Performed on Nov. 11, 2017 at Course Hinds Theater
Lawrence Loh conducting

Christopher Theofanidis
Rainbow Body

Performed on Nov. 11, 2017 at Crouse Hinds Concert Theater
Melissa Marse, piano; Lawrence Loh conducting

Sergei Rachmaninoff
Rhapsody on a Theme of Paganini, op.43

Performed on September 22, 2017 at Crouse Hinds Concert Theater
Joshua Gerson conducting

Antonin Dvorak
Symphony No.9 in E minor, op. 95, B. 178 “From the New World”

PROGRAM NOTES

The concert opens with a similarly celestial piece, Rainbow Body by the American composer Christopher Theofanidis (b. 1967). Written in 2000, it’s been so widely performed and so warmly embraced by listeners that it has become, in conductor Larry Loh’s words, a “modern classic.” The composer tells us that the work has a double inspiration. First, there’s his fascination with the music by the medieval philosopher and composer Hildegard von Bingen (1098–1179): the work is based on the chant “Ave Maria, o auctrix vite,” which appears clearly several times in the piece and which more subtly generates the musical ...
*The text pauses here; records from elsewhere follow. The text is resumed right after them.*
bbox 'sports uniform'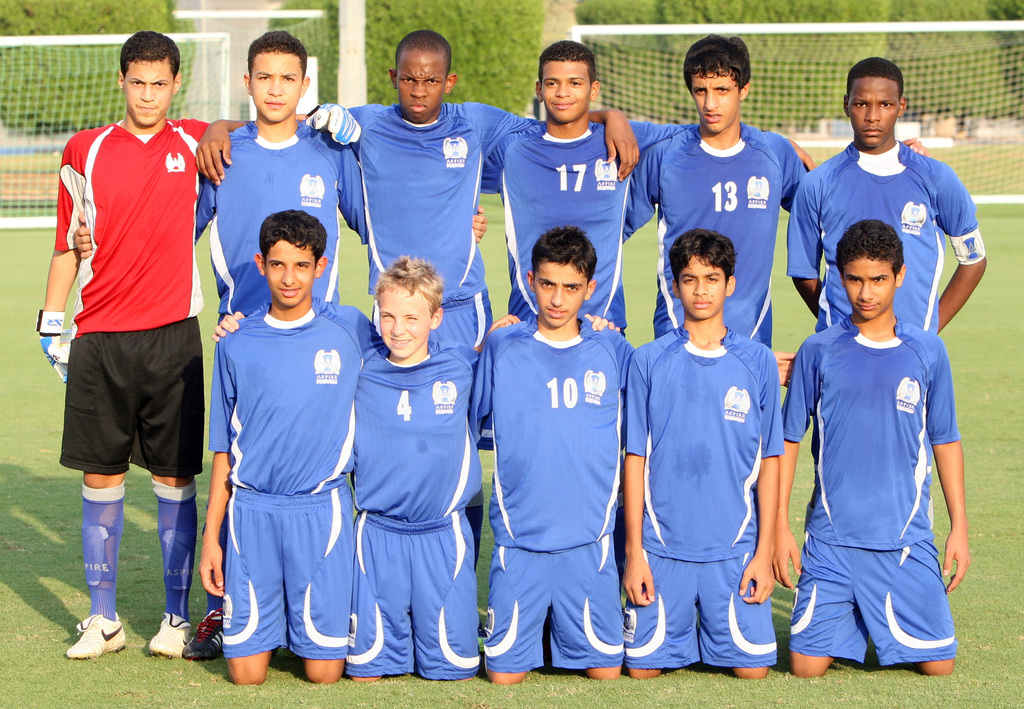
x1=477 y1=118 x2=694 y2=338
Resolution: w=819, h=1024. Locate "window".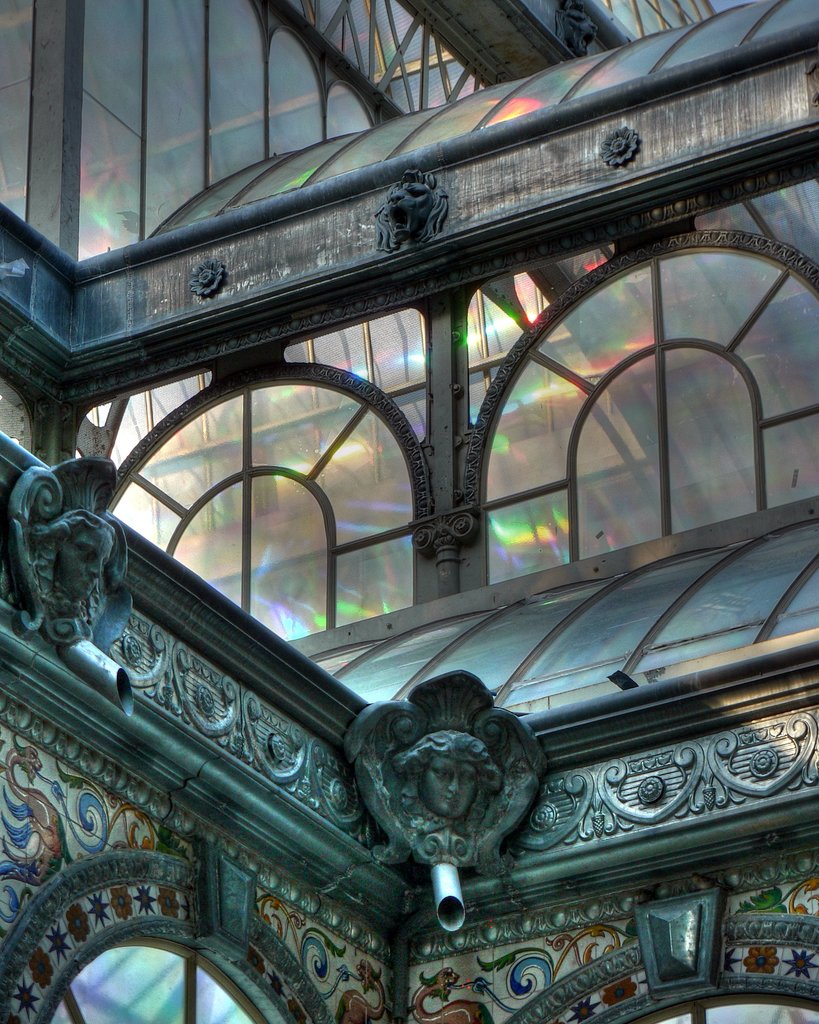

The concert opens with a similarly celestial piece, Rainbow Body by the American composer Christopher Theofanidis (b. 1967). Written in 2000, it’s been so widely performed and so warmly embraced by listeners that it has become, in conductor Larry Loh’s words, a “modern classic.” The composer tells us that the work has a double inspiration. First, there’s his fascination with the music by the medieval philosopher and composer Hildegard von Bingen (1098–1179): the work is based on the chant “Ave Maria, o auctrix vite,” which appears clearly several times in the piece and which more subtly generates the musical material elsewhere. (To make it easier to hear, we’ll precede the Rainbow Body with a performance of the chant itself.) Second, and more directly relevant to the Holst, there’s what the composer calls “the Tibetan Buddhist idea of ‘Rainbow Body,’ which is that when an enlightened being dies physically, his or her body is absorbed directly back into the universe as energy, as light.” As with The Planets, though, you don’t need much background to appreciate Rainbow Body, which shares Holst’s dramatic immediacy and orchestral brilliance (Larry points, among other things, to the way Theofanidis uses trombones to suggest “deep space”).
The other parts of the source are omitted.